Evans, a Gaithersburg consultant escaping the Beltway rat race before cares and congestion do him in, recently bought three streamside dwellings along the Savage from elderly widows. He's poured his time and money into refurbishing them, hoping to lure more Washington area flyrodders to both the Savage and nearby North Branch, where big rainbow and brown trout are known to lurk.
Sheppard dragged me up with promises of glorious fall fishing but it was all lies. But for one lucky cast late in the day, I could easily have come home with the stink of skunk all over me. As with everything, it was all in the timing.
Autumn is supposed to be prime time for the North Branch in particular as big browns move downstream from around the dam at Jennings Randolph Reservoir to carve out spawning redds on the rocky bottom, accompanied by plump rainbows hoping to gobble some brown-trout eggs. Six- and eight-pound fish are not uncommon in the fall, according to local lore, and they're generally hungry as they fatten up for the winter.
Autumn comes early in the high country, but we jumped the gun by arriving at the end of August. "Mid-September to early November is best," counseled Harold Harsh, who guides flyrodders here through his company, Spring Creek Outfitters. "I'd say the height is usually around the middle of October, just after the leaves come down."
Which put us two to six weeks early for the fall bonanza. Oh, well, no one's perfect. The early visit gave us a chance to scout hotspots to return to later, and there are worse ways to spend an August evening than on a streamside porch sipping Wild Turkey under the stars, telling lies while the river burbles along.
The Savage and the North Branch are tailwater fisheries, with cool water flowing from the base of reservoir dams upstream to keep the trout chilled and frisky year-round.
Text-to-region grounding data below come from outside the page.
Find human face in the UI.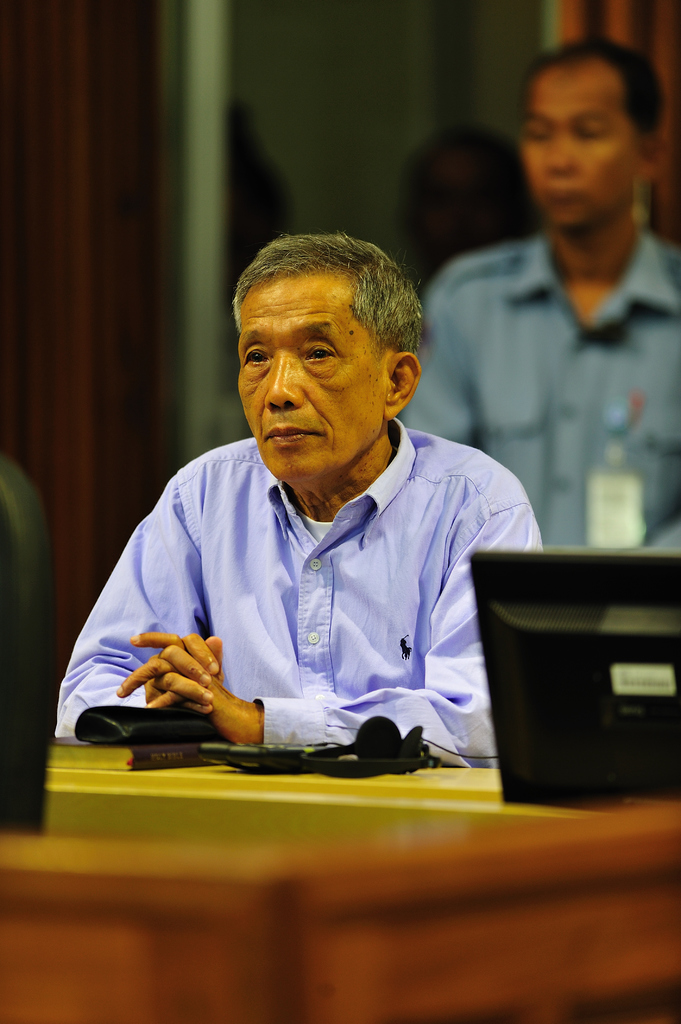
UI element at bbox(518, 75, 623, 246).
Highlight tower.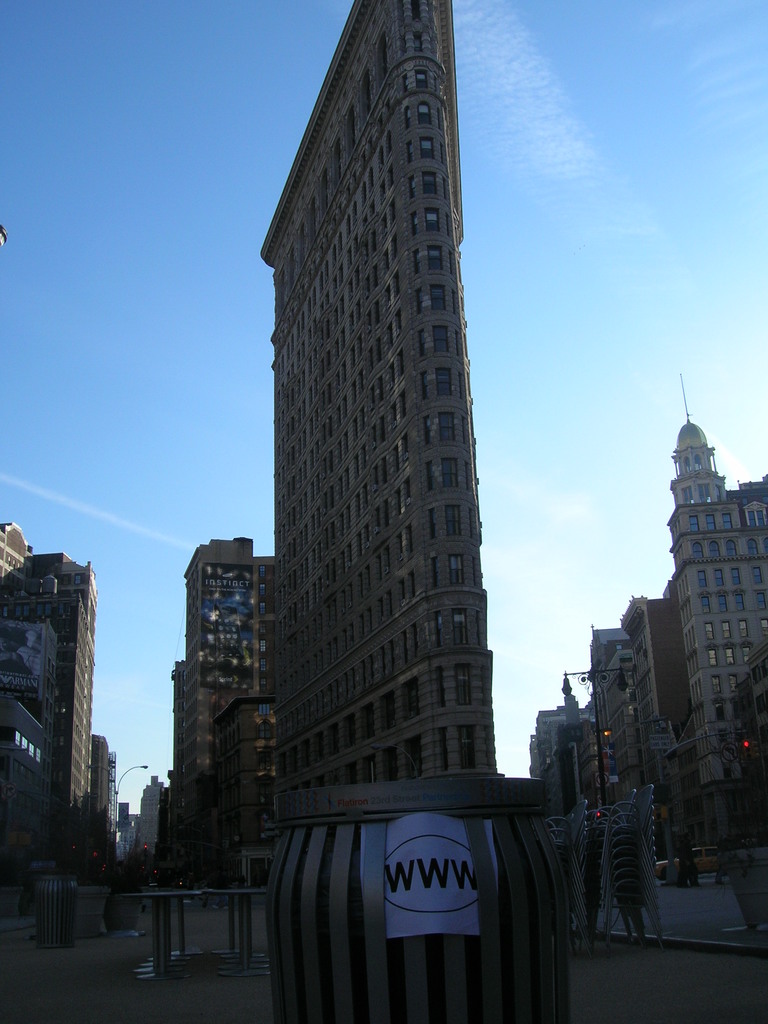
Highlighted region: select_region(4, 536, 114, 881).
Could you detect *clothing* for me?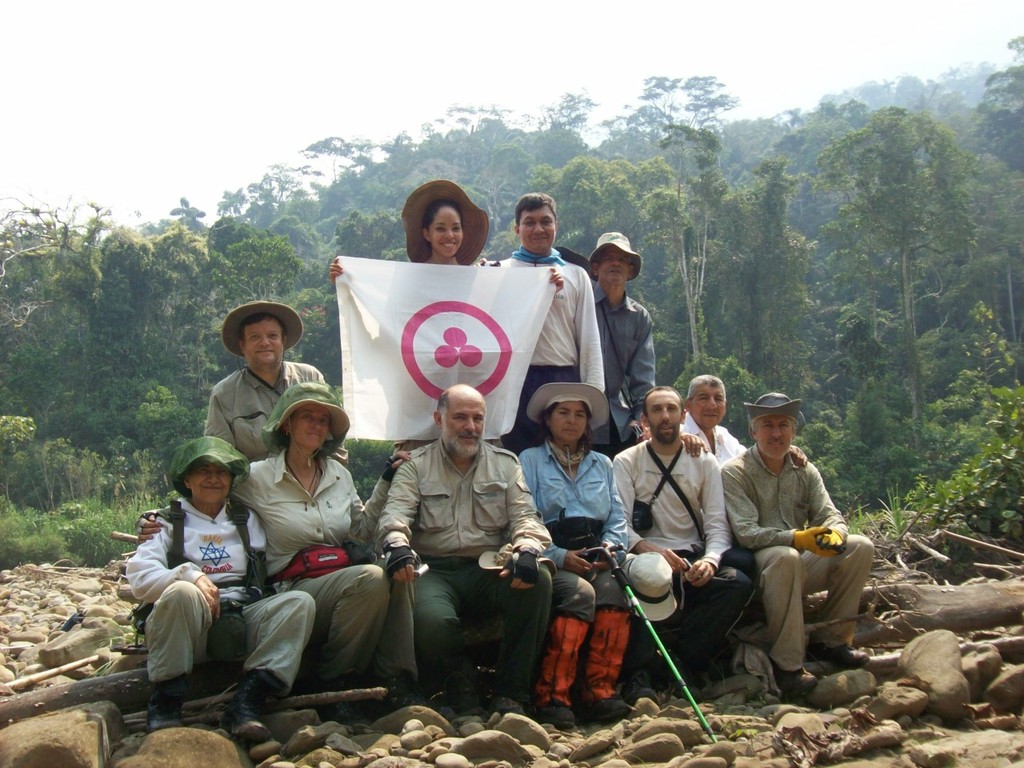
Detection result: box=[607, 435, 749, 676].
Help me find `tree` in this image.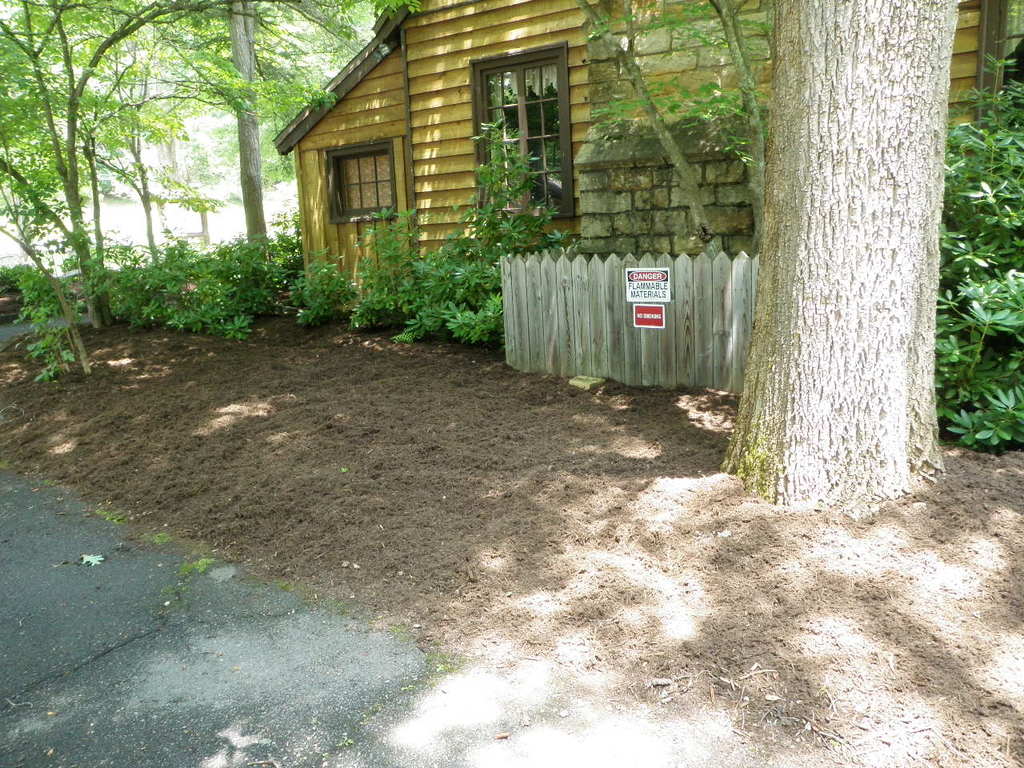
Found it: 685, 0, 987, 498.
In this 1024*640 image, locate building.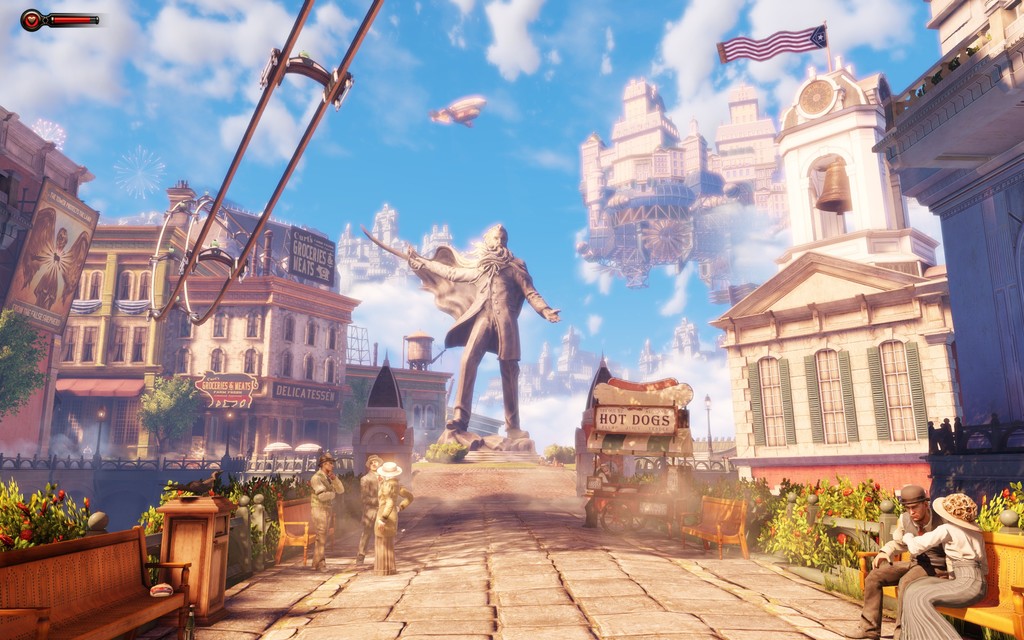
Bounding box: (337, 323, 452, 461).
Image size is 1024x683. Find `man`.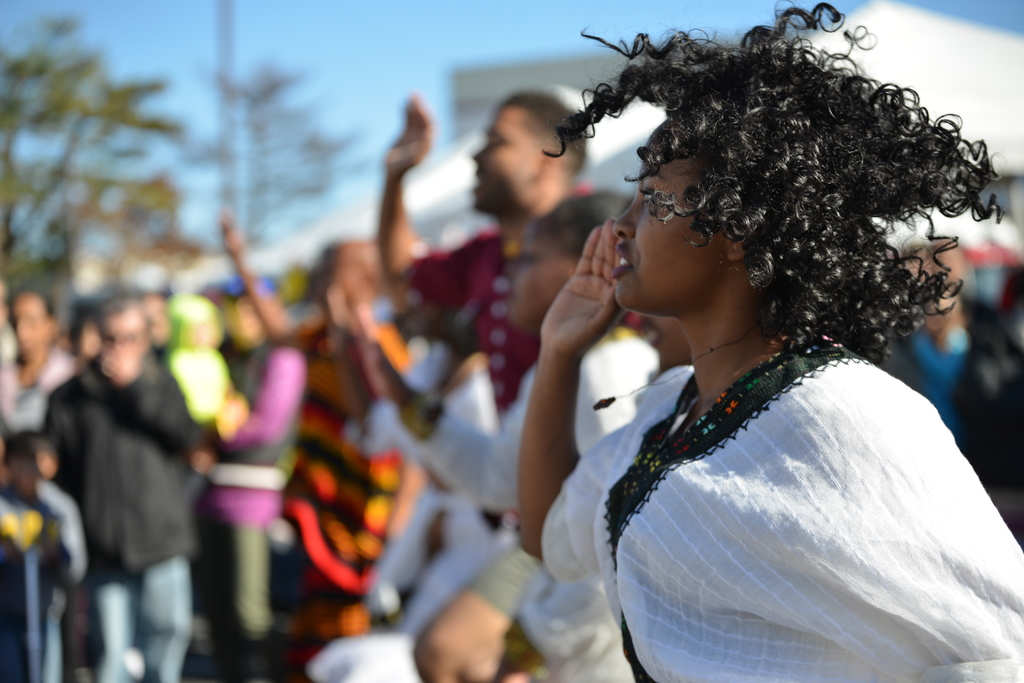
Rect(380, 89, 604, 420).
The smaller Savage below Savage Reservoir has been productive catch-and-release trout water for many years, while the North Branch is newly minted, the beneficiary of massive improvements in water quality since the dam was completed in 1982.
Harsh, a Garrett County native, was among the first to start guiding there 12 years ago, when the first North Branch stocked trout began to mature. The 10-mile stretch of river above and below Bloomington has grown steadily in stature since as trout blossomed in the clear water, which only 25 years ago was lifeless from unchecked acid mine drainage.